I'm beginning to think that I missed the memo -- the one titled "The Next 50 Restaurants to Open in the Twin Cities Must Be Thai." Seriously, it's getting to the point where a person can't swing so much as a salt-stained Ugg without knocking over a bowl of Tom Yum soup.
It would be an exaggeration to label any of the most recent crop of Thai newbies as watershed dining events, but there are plenty of reasons to make a habit out of any of them. At the top of the list lies Sen Yai Sen Lek. Co-owner Joe Hatch-Surisook takes his culinary cues from both Bangkok street fare and the sense memories of his mother's cooking, which means that much of his tightly focused and affordable menu (nothing tops $12) is unlike anything else available in the Twin Cities.

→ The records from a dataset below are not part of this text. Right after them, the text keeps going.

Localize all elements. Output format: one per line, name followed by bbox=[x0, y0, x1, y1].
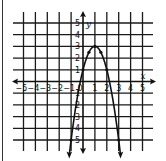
x-tick-label: −2 bbox=[51, 84, 63, 93]
y-tick-label: 3 bbox=[75, 42, 80, 51]
y-tick-label: 5 bbox=[75, 19, 80, 28]
curve-point bbox=[99, 51, 102, 54]
curve-point bbox=[93, 45, 96, 48]
curve-point bbox=[70, 138, 73, 141]
x-tick-label: 2 bbox=[104, 84, 109, 93]
y-tick-label: 2 bbox=[75, 54, 80, 63]
x-tick-label: 4 bbox=[128, 84, 133, 93]
y-tick-label: 1 bbox=[75, 66, 80, 75]
x-tick-label: 3 bbox=[116, 84, 121, 93]
y-tick-label: 3 bbox=[75, 113, 80, 122]
x-axis-label: x bbox=[141, 71, 146, 81]
curve-point bbox=[117, 138, 120, 141]
y-tick-label: 5 bbox=[75, 136, 80, 145]
y-axis-label: y bbox=[85, 19, 92, 29]
curve-point bbox=[105, 68, 108, 71]
y-tick-label: 4 bbox=[75, 31, 80, 40]
y-tick-label: 4 bbox=[75, 124, 80, 133]
curve-point bbox=[81, 68, 84, 71]
x-tick-label: −3 bbox=[39, 84, 51, 93]
x-tick-label: −5 bbox=[16, 84, 28, 93]
x-tick-label: 5 bbox=[140, 84, 145, 93]
x-tick-label: −1 bbox=[63, 84, 75, 93]
x-tick-label: 1 bbox=[92, 84, 97, 93]
x-tick-label: −4 bbox=[28, 84, 40, 93]
axes bbox=[12, 11, 156, 154]
curve-point bbox=[87, 51, 90, 54]
parabola-chart: −5−4−3−2−1012345 5432112345 x y bbox=[0, 0, 166, 161]
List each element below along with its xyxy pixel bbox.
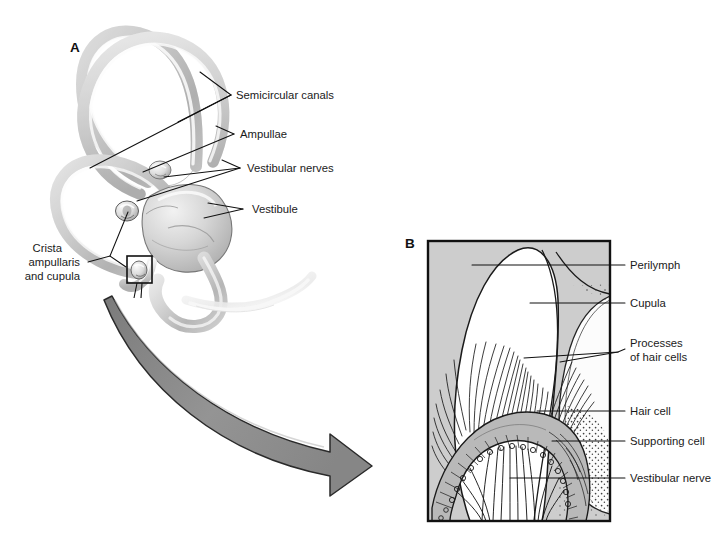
label-processes-line-1: Processes bbox=[630, 337, 683, 349]
panel-b-illustration: B Perilymph Cupula Processes of hair cel… bbox=[0, 0, 712, 533]
label-supporting-cell: Supporting cell bbox=[630, 435, 705, 447]
label-cupula: Cupula bbox=[630, 297, 667, 309]
label-vestibular-nerve: Vestibular nerve bbox=[630, 472, 711, 484]
label-hair-cell: Hair cell bbox=[630, 405, 671, 417]
anatomical-figure: A Semicircular canals Ampullae Vestibula… bbox=[0, 0, 712, 533]
label-perilymph: Perilymph bbox=[630, 259, 680, 271]
label-processes-line-2: of hair cells bbox=[630, 351, 687, 363]
panel-b-letter: B bbox=[405, 236, 415, 251]
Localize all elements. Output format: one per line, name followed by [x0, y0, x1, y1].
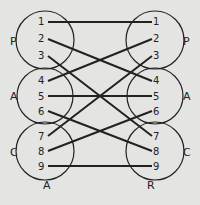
left-column-title: A	[43, 179, 51, 192]
right-item-6: 6	[153, 106, 159, 117]
left-group-c-circle	[16, 122, 74, 180]
left-group-label-a: A	[10, 90, 18, 103]
left-item-2: 2	[38, 33, 44, 44]
right-item-7: 7	[153, 131, 159, 142]
right-item-3: 3	[153, 50, 159, 61]
right-group-label-a: A	[183, 90, 191, 103]
left-group-label-p: P	[10, 35, 17, 48]
left-item-9: 9	[38, 161, 44, 172]
right-item-1: 1	[153, 16, 159, 27]
matching-diagram: 1 2 3 4 5 6 7 8 9 1 2 3 4 5 6 7 8 9 P A …	[0, 0, 200, 205]
connection-lines	[48, 22, 152, 166]
left-item-7: 7	[38, 131, 44, 142]
left-item-1: 1	[38, 16, 44, 27]
right-item-5: 5	[153, 91, 159, 102]
left-item-5: 5	[38, 91, 44, 102]
left-item-6: 6	[38, 106, 44, 117]
left-group-label-c: C	[10, 146, 18, 159]
right-group-label-p: P	[183, 35, 190, 48]
right-column-title: R	[147, 179, 155, 192]
left-item-8: 8	[38, 146, 44, 157]
right-group-label-c: C	[183, 146, 191, 159]
left-item-4: 4	[38, 75, 44, 86]
right-item-9: 9	[153, 161, 159, 172]
right-item-4: 4	[153, 75, 159, 86]
left-group-p-circle	[16, 11, 74, 69]
right-item-8: 8	[153, 146, 159, 157]
left-item-3: 3	[38, 50, 44, 61]
right-item-2: 2	[153, 33, 159, 44]
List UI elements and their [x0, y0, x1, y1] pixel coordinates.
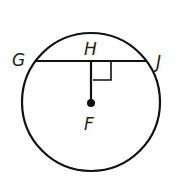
circle-diagram: G H J F	[0, 0, 182, 184]
label-h: H	[84, 39, 97, 59]
label-f: F	[84, 114, 94, 134]
label-j: J	[153, 52, 161, 72]
right-angle-marker	[93, 61, 111, 80]
center-point-f	[87, 99, 95, 107]
label-g: G	[12, 50, 25, 70]
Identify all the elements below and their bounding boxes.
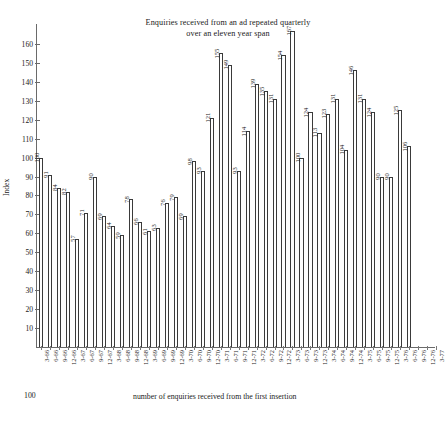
- bar[interactable]: 64: [111, 226, 115, 347]
- bar-value-label: 93: [232, 168, 239, 175]
- x-tick-label: 9-75: [385, 350, 391, 362]
- y-tick-label: 140: [22, 77, 33, 86]
- bar[interactable]: 76: [165, 203, 169, 347]
- bar[interactable]: 135: [264, 91, 268, 347]
- bar[interactable]: 63: [156, 228, 160, 347]
- bar[interactable]: 124: [371, 112, 375, 347]
- x-tick-mark: [77, 346, 78, 350]
- bar-value-label: 121: [205, 113, 212, 123]
- x-tick-label: 9-67: [98, 350, 104, 362]
- bar-value-label: 100: [295, 153, 302, 163]
- bar-value-label: 91: [43, 171, 50, 178]
- bar[interactable]: 93: [201, 171, 205, 347]
- x-tick-label: 9-68: [134, 350, 140, 362]
- bar-value-label: 124: [367, 107, 374, 117]
- bar-series: 1009184825771906964597866616376796998931…: [37, 24, 435, 347]
- bar[interactable]: 93: [237, 171, 241, 347]
- bar[interactable]: 66: [138, 222, 142, 347]
- x-tick-label: 3-72: [260, 350, 266, 362]
- x-tick-mark: [50, 346, 51, 350]
- x-tick-label: 6-75: [376, 350, 382, 362]
- x-tick-mark: [95, 346, 96, 350]
- x-tick-mark: [113, 346, 114, 350]
- bar[interactable]: 149: [228, 65, 232, 347]
- bar[interactable]: 131: [362, 99, 366, 347]
- bar[interactable]: 61: [147, 231, 151, 347]
- bar[interactable]: 106: [407, 146, 411, 347]
- y-tick-label: 130: [22, 96, 33, 105]
- bar-value-label: 155: [214, 48, 221, 58]
- bar-value-label: 93: [196, 168, 203, 175]
- x-tick-label: 6-76: [412, 350, 418, 362]
- bar-value-label: 114: [241, 126, 248, 136]
- x-tick-label: 12-76: [430, 350, 436, 365]
- bar[interactable]: 124: [308, 112, 312, 347]
- y-tick-label: 90: [25, 172, 33, 181]
- bar[interactable]: 90: [380, 177, 384, 347]
- bar-value-label: 131: [331, 94, 338, 104]
- x-tick-label: 3-73: [295, 350, 301, 362]
- y-tick-label: 60: [25, 229, 33, 238]
- bar[interactable]: 91: [48, 175, 52, 347]
- x-tick-label: 9-71: [242, 350, 248, 362]
- bar[interactable]: 131: [335, 99, 339, 347]
- x-tick-label: 6-74: [340, 350, 346, 362]
- bar[interactable]: 69: [183, 216, 187, 347]
- bar-value-label: 82: [61, 188, 68, 195]
- bar-value-label: 66: [133, 219, 140, 226]
- bar[interactable]: 121: [210, 118, 214, 347]
- x-tick-mark: [158, 346, 159, 350]
- x-tick-label: 12-69: [179, 350, 185, 365]
- bar[interactable]: 113: [317, 133, 321, 347]
- bar[interactable]: 131: [273, 99, 277, 347]
- x-tick-label: 9-66: [62, 350, 68, 362]
- bar[interactable]: 69: [102, 216, 106, 347]
- y-tick-label: 50: [25, 248, 33, 257]
- x-tick-label: 12-68: [143, 350, 149, 365]
- bar-value-label: 167: [286, 26, 293, 36]
- bar[interactable]: 57: [75, 239, 79, 347]
- bar[interactable]: 114: [246, 131, 250, 347]
- y-axis-title: Index: [2, 179, 11, 196]
- bar[interactable]: 90: [389, 177, 393, 347]
- bar[interactable]: 82: [66, 192, 70, 347]
- x-tick-mark: [203, 346, 204, 350]
- bar[interactable]: 100: [39, 158, 43, 347]
- x-tick-mark: [68, 346, 69, 350]
- bar-value-label: 57: [70, 236, 77, 243]
- bar[interactable]: 90: [93, 177, 97, 347]
- x-tick-label: 12-66: [71, 350, 77, 365]
- x-tick-label: 9-73: [313, 350, 319, 362]
- bar[interactable]: 98: [192, 161, 196, 347]
- x-tick-mark: [212, 346, 213, 350]
- x-tick-mark: [104, 346, 105, 350]
- bar[interactable]: 167: [290, 31, 294, 347]
- x-tick-label: 6-73: [304, 350, 310, 362]
- y-tick-label: 100: [22, 153, 33, 162]
- bar[interactable]: 100: [299, 158, 303, 347]
- bar[interactable]: 59: [120, 235, 124, 347]
- bar-value-label: 131: [268, 94, 275, 104]
- x-tick-mark: [131, 346, 132, 350]
- bar-value-label: 149: [223, 60, 230, 70]
- bar[interactable]: 104: [344, 150, 348, 347]
- x-tick-label: 12-67: [107, 350, 113, 365]
- y-tick-label: 150: [22, 58, 33, 67]
- bar-value-label: 104: [340, 145, 347, 155]
- bar[interactable]: 123: [326, 114, 330, 347]
- x-tick-mark: [275, 346, 276, 350]
- bar[interactable]: 139: [255, 84, 259, 347]
- x-tick-label: 6-72: [269, 350, 275, 362]
- x-tick-label: 12-72: [286, 350, 292, 365]
- bar[interactable]: 71: [84, 213, 88, 347]
- bar[interactable]: 154: [281, 55, 285, 347]
- x-tick-mark: [41, 346, 42, 350]
- x-tick-mark: [86, 346, 87, 350]
- x-tick-mark: [176, 346, 177, 350]
- bar[interactable]: 146: [353, 70, 357, 347]
- bar-value-label: 98: [187, 158, 194, 165]
- bar[interactable]: 84: [57, 188, 61, 347]
- bar[interactable]: 155: [219, 53, 223, 347]
- bar-value-label: 100: [34, 153, 41, 163]
- bar-value-label: 90: [376, 173, 383, 180]
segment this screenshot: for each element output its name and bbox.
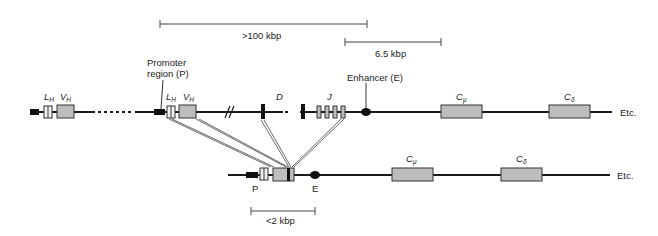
j-label: J	[327, 91, 332, 102]
j-segment-2	[325, 106, 329, 118]
d-segment-1	[261, 104, 265, 119]
c-delta-label-germline: Cδ	[564, 91, 575, 105]
j-segment-3	[333, 106, 337, 118]
promoter-label-line2: region (P)	[147, 68, 189, 79]
vh-label-1: VH	[60, 91, 71, 105]
promoter-pointer	[161, 80, 163, 109]
rearrangement-connectors	[169, 119, 344, 167]
c-mu-label-germline: Cμ	[456, 91, 466, 105]
v-segment-1	[57, 105, 74, 118]
scale-bar-6-5kbp	[345, 38, 441, 46]
promoter-label-line1: Promoter	[147, 57, 186, 68]
c-mu-segment-rearranged	[392, 168, 433, 181]
scale-label-6-5kbp: 6.5 kbp	[375, 48, 406, 59]
promoter-element	[154, 109, 165, 115]
rearranged-vdj	[273, 168, 294, 181]
c-delta-label-rearranged: Cδ	[516, 153, 527, 167]
lh-label-1: LH	[44, 91, 54, 105]
d-segment-2	[301, 104, 305, 119]
etc-label-rearranged: Etc.	[617, 170, 633, 181]
d-label: D	[276, 91, 283, 102]
c-delta-segment-germline	[549, 105, 590, 118]
rearranged-promoter	[246, 172, 258, 178]
c-mu-segment-germline	[441, 105, 482, 118]
d-dotted-gap	[273, 111, 288, 113]
diagram-graphics	[0, 0, 658, 236]
scale-bar-100kbp	[160, 20, 367, 28]
v-segment-2	[179, 105, 196, 118]
p-label: P	[252, 183, 258, 194]
vh-label-2: VH	[183, 91, 194, 105]
rearranged-dj-mark	[287, 168, 290, 181]
enhancer-element	[361, 108, 371, 116]
upstream-black-element	[30, 109, 39, 115]
etc-label-germline: Etc.	[620, 107, 636, 118]
c-delta-segment-rearranged	[501, 168, 542, 181]
j-segment-1	[317, 106, 321, 118]
scale-label-2kbp: <2 kbp	[266, 215, 295, 226]
scale-label-100kbp: >100 kbp	[242, 30, 281, 41]
rearranged-enhancer	[310, 171, 320, 179]
j-segment-4	[341, 106, 345, 118]
scale-bar-2kbp	[251, 207, 315, 215]
lh-label-2: LH	[166, 91, 176, 105]
gene-rearrangement-diagram: >100 kbp 6.5 kbp <2 kbp Promoter region …	[0, 0, 658, 236]
germline-dotted-gap	[98, 111, 131, 113]
e-label: E	[312, 183, 318, 194]
enhancer-label: Enhancer (E)	[347, 72, 403, 83]
c-mu-label-rearranged: Cμ	[406, 153, 416, 167]
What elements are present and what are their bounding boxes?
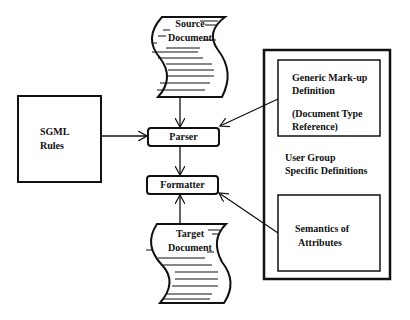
parser-label: Parser <box>148 130 219 144</box>
user-group-label: User Group Specific Definitions <box>285 151 368 177</box>
formatter-label: Formatter <box>147 178 218 192</box>
semantics-label: Semantics of Attributes <box>295 222 349 250</box>
source-document-label: Source Document <box>150 17 230 45</box>
sgml-rules-label: SGML Rules <box>40 125 69 153</box>
sgml-processing-diagram: Source Document Target Document SGML Rul… <box>0 0 410 320</box>
target-document-label: Target Document <box>150 227 230 255</box>
gmd-label: Generic Mark-up Definition (Document Typ… <box>292 71 367 133</box>
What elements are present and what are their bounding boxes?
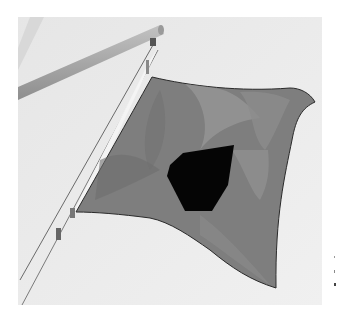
flag-photo [0, 0, 338, 322]
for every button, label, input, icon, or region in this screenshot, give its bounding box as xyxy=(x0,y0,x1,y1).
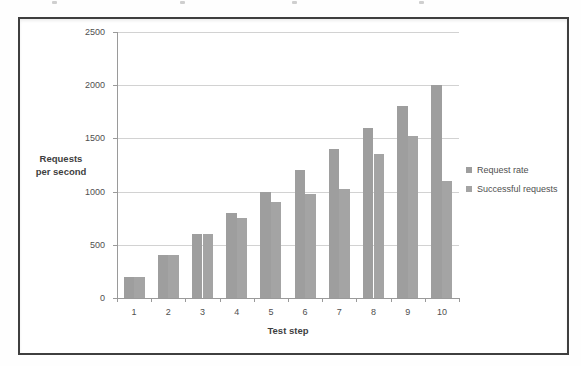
gridline-2500 xyxy=(117,32,459,33)
legend-entry-request-rate: Request rate xyxy=(466,165,558,175)
cropped-text-remnant xyxy=(52,1,57,4)
y-axis-title-line2: per second xyxy=(28,165,94,178)
x-tick-mark xyxy=(117,298,118,302)
bar-request-rate-step-3 xyxy=(192,234,202,298)
legend: Request rateSuccessful requests xyxy=(466,165,558,203)
y-tick-label: 500 xyxy=(63,240,105,250)
x-tick-label: 6 xyxy=(290,307,320,317)
bar-successful-requests-step-6 xyxy=(305,194,315,298)
bar-successful-requests-step-9 xyxy=(408,136,418,298)
bar-request-rate-step-7 xyxy=(329,149,339,298)
x-tick-label: 8 xyxy=(359,307,389,317)
bar-request-rate-step-5 xyxy=(260,192,270,298)
bar-request-rate-step-1 xyxy=(124,277,134,298)
bar-successful-requests-step-4 xyxy=(237,218,247,298)
legend-label: Successful requests xyxy=(477,184,558,194)
y-tick-label: 1500 xyxy=(63,133,105,143)
x-tick-mark xyxy=(391,298,392,302)
bar-request-rate-step-4 xyxy=(226,213,236,298)
x-tick-label: 9 xyxy=(393,307,423,317)
x-tick-mark xyxy=(288,298,289,302)
bar-successful-requests-step-8 xyxy=(374,154,384,298)
y-axis-line xyxy=(117,32,118,298)
scanned-page: 0500100015002000250012345678910 Requests… xyxy=(0,0,581,366)
x-tick-mark xyxy=(185,298,186,302)
x-tick-label: 2 xyxy=(153,307,183,317)
legend-label: Request rate xyxy=(477,165,529,175)
chart-figure: 0500100015002000250012345678910 Requests… xyxy=(18,17,569,355)
x-tick-mark xyxy=(322,298,323,302)
y-axis-title: Requests per second xyxy=(28,152,94,178)
bar-request-rate-step-2 xyxy=(158,255,168,298)
legend-marker-icon xyxy=(466,186,472,192)
x-tick-mark xyxy=(254,298,255,302)
x-tick-mark xyxy=(151,298,152,302)
cropped-text-remnant xyxy=(292,1,297,4)
legend-entry-successful-requests: Successful requests xyxy=(466,184,558,194)
legend-marker-icon xyxy=(466,167,472,173)
x-tick-label: 1 xyxy=(119,307,149,317)
bar-successful-requests-step-3 xyxy=(203,234,213,298)
x-tick-label: 10 xyxy=(427,307,457,317)
cropped-text-remnant xyxy=(419,1,424,4)
y-tick-label: 0 xyxy=(63,293,105,303)
x-tick-label: 4 xyxy=(222,307,252,317)
bar-request-rate-step-10 xyxy=(431,85,441,298)
x-tick-label: 5 xyxy=(256,307,286,317)
x-tick-mark xyxy=(220,298,221,302)
cropped-text-remnant xyxy=(180,1,185,4)
bar-successful-requests-step-2 xyxy=(168,255,178,298)
x-tick-label: 7 xyxy=(324,307,354,317)
x-tick-mark xyxy=(356,298,357,302)
bar-successful-requests-step-7 xyxy=(339,189,349,298)
bar-request-rate-step-6 xyxy=(295,170,305,298)
bar-successful-requests-step-5 xyxy=(271,202,281,298)
y-tick-label: 2500 xyxy=(63,27,105,37)
bar-successful-requests-step-10 xyxy=(442,181,452,298)
y-tick-label: 1000 xyxy=(63,187,105,197)
bar-request-rate-step-9 xyxy=(397,106,407,298)
y-axis-title-line1: Requests xyxy=(28,152,94,165)
x-tick-mark xyxy=(459,298,460,302)
x-axis-title: Test step xyxy=(218,325,358,336)
bar-successful-requests-step-1 xyxy=(134,277,144,298)
y-tick-label: 2000 xyxy=(63,80,105,90)
x-tick-label: 3 xyxy=(188,307,218,317)
bar-request-rate-step-8 xyxy=(363,128,373,298)
x-tick-mark xyxy=(425,298,426,302)
gridline-2000 xyxy=(117,85,459,86)
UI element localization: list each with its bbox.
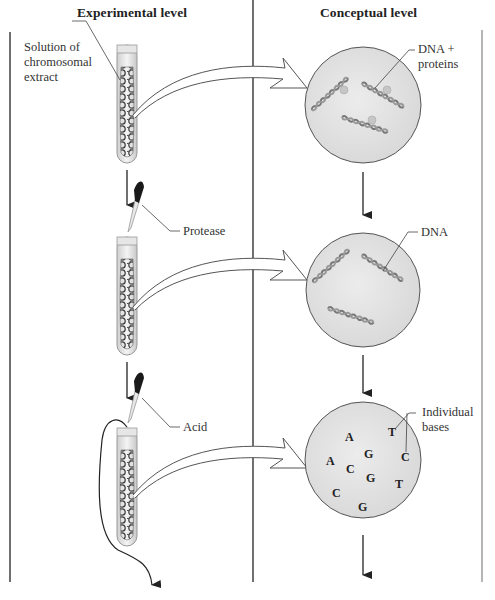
protein-blob: [383, 86, 391, 94]
diagram-canvas: A T G C A C G T C G: [0, 0, 495, 600]
curved-arrow-2: [133, 250, 307, 310]
base-letter: A: [345, 430, 354, 444]
label-acid: Acid: [183, 420, 207, 435]
base-letter: G: [366, 471, 375, 485]
base-letter: A: [326, 454, 335, 468]
base-letter: T: [395, 477, 403, 491]
test-tube-1: [117, 45, 137, 163]
test-tube-3: [117, 428, 137, 546]
base-letter: T: [388, 425, 396, 439]
pipette-acid: [128, 373, 144, 423]
leader-line-protease: [142, 205, 180, 231]
leader-line-acid: [142, 398, 180, 427]
base-letter: C: [401, 450, 410, 464]
conceptual-circle-dna-proteins: [305, 47, 421, 163]
protein-blob: [340, 86, 348, 94]
base-letter: G: [358, 500, 367, 514]
label-line: extract: [24, 70, 92, 85]
curved-arrow-3: [133, 438, 307, 498]
base-letter: C: [346, 462, 355, 476]
label-protease: Protease: [183, 224, 225, 239]
label-individual-bases: Individual bases: [422, 405, 473, 435]
label-dna: DNA: [421, 225, 448, 240]
label-line: Solution of: [24, 40, 92, 55]
label-line: Individual: [422, 405, 473, 420]
curved-arrow-1: [133, 58, 307, 118]
base-letter: G: [364, 447, 373, 461]
label-line: proteins: [418, 57, 458, 72]
label-line: chromosomal: [24, 55, 92, 70]
label-dna-proteins: DNA + proteins: [418, 42, 458, 72]
base-letter: C: [332, 486, 341, 500]
label-line: bases: [422, 420, 473, 435]
label-chromosomal-extract: Solution of chromosomal extract: [24, 40, 92, 85]
label-line: DNA +: [418, 42, 458, 57]
test-tube-2: [117, 237, 137, 355]
protein-blob: [368, 116, 376, 124]
pipette-protease: [128, 182, 144, 232]
conceptual-circle-dna: [306, 233, 420, 347]
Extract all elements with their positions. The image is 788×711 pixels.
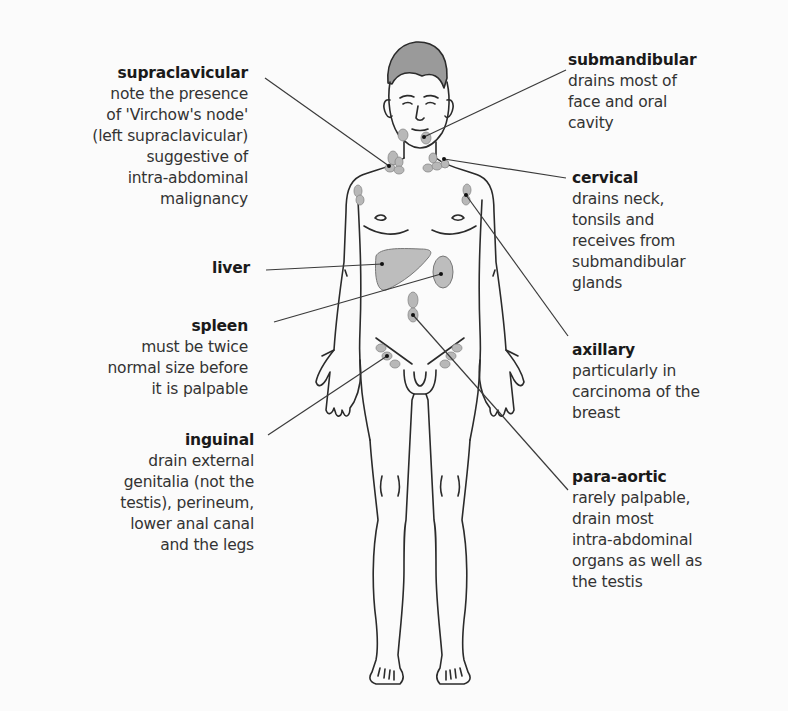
left-leg [370,394,414,684]
label-title: para-aortic [572,467,702,488]
label-inguinal: inguinal drain external genitalia (not t… [120,430,254,556]
label-submandibular: submandibular drains most of face and or… [568,50,696,134]
liver-organ [375,249,430,291]
label-description: drains neck, tonsils and receives from s… [572,189,686,294]
label-description: must be twice normal size before it is p… [107,337,248,400]
label-title: inguinal [120,430,254,451]
label-description: particularly in carcinoma of the breast [572,361,700,424]
label-title: submandibular [568,50,696,71]
label-description: note the presence of 'Virchow's node' (l… [92,84,248,210]
label-spleen: spleen must be twice normal size before … [107,316,248,400]
label-para-aortic: para-aortic rarely palpable, drain most … [572,467,702,593]
label-cervical: cervical drains neck, tonsils and receiv… [572,168,686,294]
hair [388,42,447,88]
label-description: drains most of face and oral cavity [568,71,696,134]
label-title: cervical [572,168,686,189]
label-title: spleen [107,316,248,337]
label-title: liver [212,258,250,279]
label-title: supraclavicular [92,63,248,84]
label-description: drain external genitalia (not the testis… [120,451,254,556]
label-title: axillary [572,340,700,361]
label-axillary: axillary particularly in carcinoma of th… [572,340,700,424]
left-hand [316,350,361,416]
right-hand [479,350,524,416]
spleen-organ [433,256,453,288]
head [389,82,449,148]
label-description: rarely palpable, drain most intra-abdomi… [572,488,702,593]
label-supraclavicular: supraclavicular note the presence of 'Vi… [92,63,248,210]
right-leg [426,394,470,684]
label-liver: liver [212,258,250,279]
lymph-node-diagram: supraclavicular note the presence of 'Vi… [0,0,788,711]
genitals [404,370,436,394]
leader-lines [265,70,568,490]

It's unthinkable to visit the restaurant (its name translates to "Big Noodle, Little Noodle") and not order a noodle dish. But first, don't skip the fabulous lettuce wraps, which arrive looking a bit like a painter's palette, with a pile of curly lettuce leaves surrounded by small piles of chewy dried shrimp, crunchy toasted peanuts, tangy cubed ginger, smoky toasted coconut and, for the brave, incendiary fresh Thai chiles, along with a pungent shrimp sauce. It's a fabulous preview of coming attractions.
Next up: Marvelous spring rolls, diminutive things rolled with cool cucumbers, cooked eggs and a mild pork sausage and served with a brawny tamarind sauce, as well as piping-hot fish cakes that are little brown disks livened with kaffir lime leaves, and plump chicken skewers, perfect for dunking into a zingy peanut sauce. All are a treat.
But back to the noodle dishes. My favorite is a big, steaming bowl of slightly sweet chicken broth filled with snappy shrimp dumplings, thin shavings of barbecued pork, bits of fried garlic, tons of long egg noodles and a handful of pert cilantro. Hatch-Surisook later told me that the dish stems from one his mother made when he was growing up, and all I can say is, he was one lucky kid; it's difficult to imagine anything more satisfying on a subzero day.
Over the course of his menu he utilizes probably eight or nine different noodles, and it's an adventure to slurp through all of them, finding the one that best suits your mood and your appetite. Ditto the dozen-or-so rice dishes.
If Hatch-Surisook's cooking doesn't have the razzle-dazzle good looks found at many of his competitors, it more than makes up for it in terms of sheer flavor. One of the restaurant's most admirable traits is that it doesn't go all Minnesota-tame when it comes to embracing the glorious hot-sour aspects of Thai cooking.
The flavors are sharp and bright, aided in no small part by small glass jars of taste-boosting condiments: love those tantalizing jalapeños in vinegar, the piquant fish sauce ramped up with Thai chiles and the house-toasted-and-ground Thai chiles. It's a do-it-yourself strategy for cranking up the spicy heat, rather than relying upon the kitchen and some crazy, "How hot do you like it?" scale, as if there is universal agreement on what one-through-five actually means.